𝗧𝗿𝗲𝗮𝘁 𝗖𝗵𝗮𝘁𝗚𝗣𝗧 𝗟𝗶𝗸𝗲 𝗔 𝗖𝗼𝗺𝗽𝗶𝗹𝗲𝗿, 𝗡𝗼𝘁 𝗔 𝗧𝗲𝗮𝗰𝗵𝗲𝗿

Most beginners use ChatGPT as a teacher.

I did the same. I asked for explanations. I copied full solutions. I read concepts without thinking. This made learning feel easy, but it was shallow. I was consuming knowledge instead of building skills.

The teacher mindset has risks. You depend on the AI for every answer. You avoid deep thinking. You skip the hard work of debugging. You fail to build problem-solving instincts. You understand ideas, but you cannot apply them alone.

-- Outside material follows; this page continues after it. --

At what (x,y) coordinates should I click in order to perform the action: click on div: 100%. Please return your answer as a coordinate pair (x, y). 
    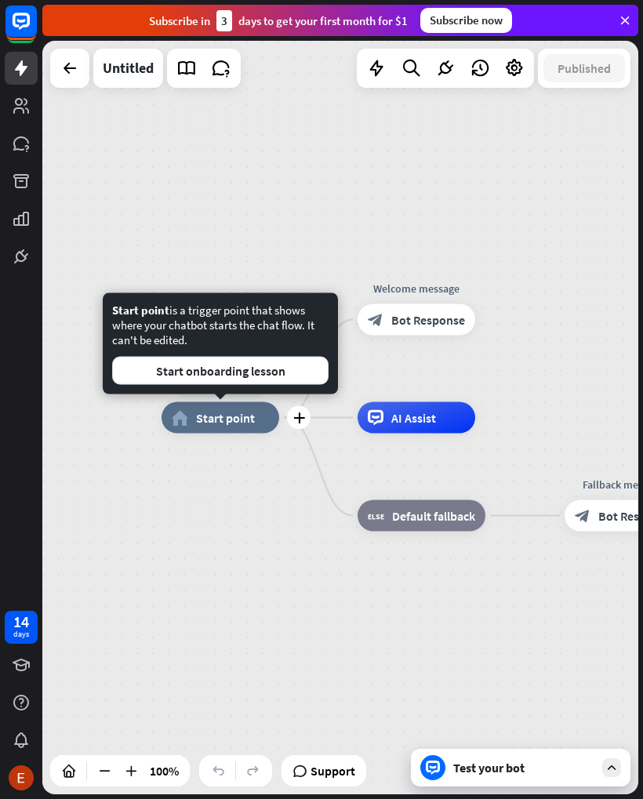
    Looking at the image, I should click on (164, 771).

I changed my approach. I started treating ChatGPT like a compiler for my ideas.

A compiler does not teach you how to program. It only evaluates your code. It shows errors when you are wrong. I use ChatGPT the same way.

My new workflow:

  • I write first, then verify. I attempt the solution before I ask for help.
  • I use it as a reviewer. I do not ask for a solution. I ask if my logic is correct.
  • I debug before I consult. I read errors and break down logic myself first.
  • I focus on reasoning. I ask why a solution works or why it fails.

This shift changed my results. I started thinking like a developer. My debugging skills grew. I became less dependent on AI. I moved from memorizing code to using reasoning.

ChatGPT is a validation system for your thinking. It should not tell you what to think. It should help you verify how you think.